CampusReform.org contains sub-sites for every single one of the 2,446 four-year college campuses in America. Each sub-site contains a blog, an event list, a chat room, a list of leftist faculty, a list of and links to local and campus-based conservative groups that already exist, a list of conservative jobs, and a place to review textbooks for accuracy and leftist bias.

The main site, meanwhile, contains an even greater wealth of resources and information, including extensive "how-to" primers on campus activism, solicitation of speakers for campus events, and a veritable cornucopia of other helpful features. Even for techno-tards like yours truly, the main sites and its thousands of sub-sites are incredibly easy to navigate. Even better -- and, it turns out, quite importantly -- it welcomes and encourages alumni to participate as well, in supportive roles, so the students can draw on the resources of conservatives with fond memories of their alma maters.

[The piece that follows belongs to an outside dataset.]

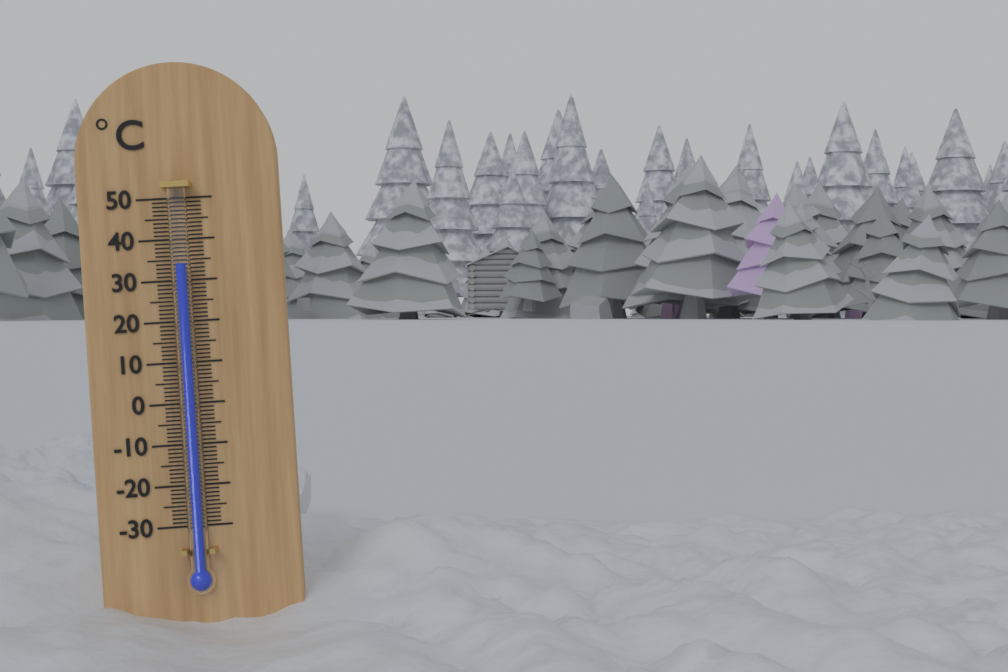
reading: 34 °C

"I signed up as a 'friend' at LSU," Blackwell told me. "The addition of non-students who are interested in the campuses is going to be important. When we have studied campus organizations through the years, we have found that the ones that grow and have longevity are those that have alumni involvement. Similarly, you know that fraternities and sororities survive better than other student organizations because you have alumni who are interested in their old chapter."

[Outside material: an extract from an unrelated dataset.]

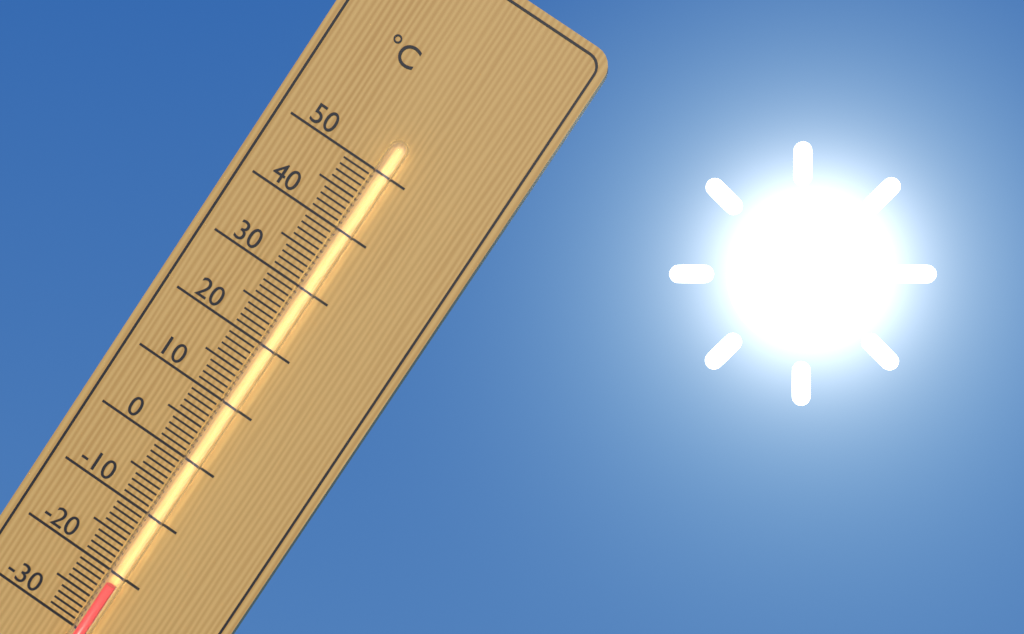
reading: -21 °C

Even with 1,220 active campus conservative groups nationwide right now, Blackwell said, far too few are automatically self-sustaining.

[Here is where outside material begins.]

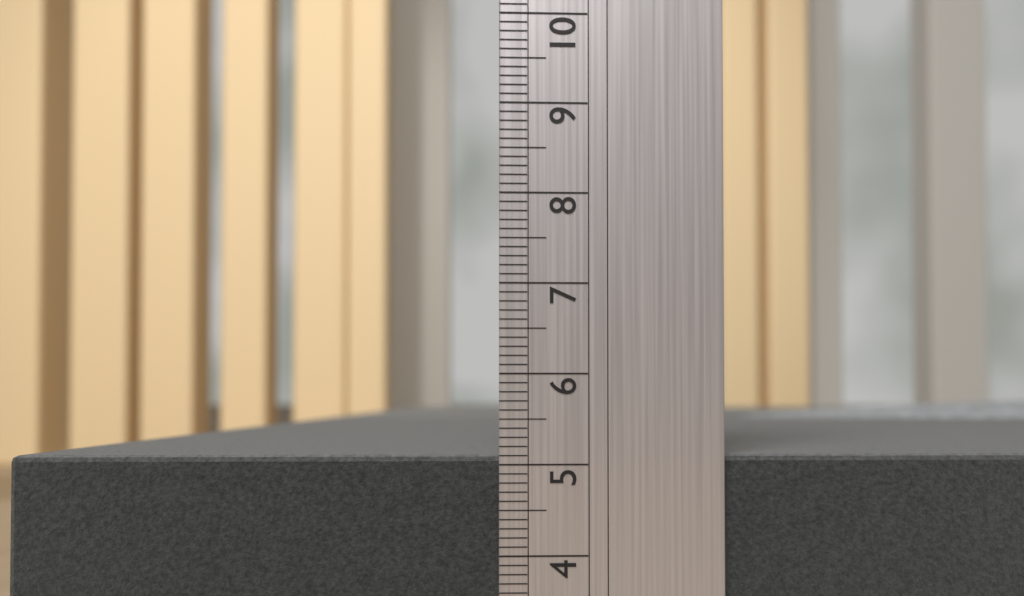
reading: 5.1 (no unit)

"For a dozen years I have sent out field staff to find conservatives and we have been very successful at it. But the number of groups has proved directly proportional to the number of resources I can raise to send campus representatives out. There's just not enough money to cover every campus. I wanted to figure out how to get more activism on campuses more cost-effectively."

That's why CampusReform.org is designed to work and expand through "viral marketing," or "social networking." The proposal Blackwell wrote for the project, finished in April before work actually started in building the site, put it this way: "To a much greater extent than in a line organization, activities which grow through social networking are thought up, organized, and implemented at the grassroots, without centralized direction and sometimes even without the knowledge of those who set up the process…. For this process to work, grassroots people have to be sufficiently motivated to use their own online social networks, persuasive skills, and Web technologies to recruit their own personal contacts, who in turn recruit their respective personal contacts, and so on."

For younger, tech-savvy conservatives, this might sound like a revelation that is just so 2007. They understand this already. But that's the point: This is a site designed primarily for younger conservatives. And while the concept is one with which they already may be familiar, the platform may be the best they've ever seen. Again, go and navigate it for yourself: It's so well constructed, not to mention visually attractive, as to be a perfect vehicle, or even a pluperfect vehicle, for the networking tendencies that come naturally to today's college students.

Leadership Institute's existing supporters certainly seem excited about it. Back in March, when the concept was still being fleshed out, Blackwell mailed a fund-raising appeal specifically for CampusReform.org to 11,000 of LI's "largest and most recent donors," and received more than 2,000 donations -- a 19 percent response, which is phenomenally good for direct mail -- at an average donation of $692.

"I have had a long-term awareness of how the campuses have become left-wing indoctrination centers," Blackwell said, "and many, many students can go their entire college educations and never see any representations of conservative principles on their campuses -- but they see innumerable amounts of propaganda both in campus curriculum and with speakers and in campus newspapers. It has always bugged me that conservatives have not done likewise."

This is the newest, biggest attempt by Blackwell and LI to do just that. And as tens of thousands of LI graduates will surely tell you, when it comes to engaging young conservatives in civic and political work, Morton Blackwell's attempts almost always succeed -- to the benefit of the conservative cause and the country it serves.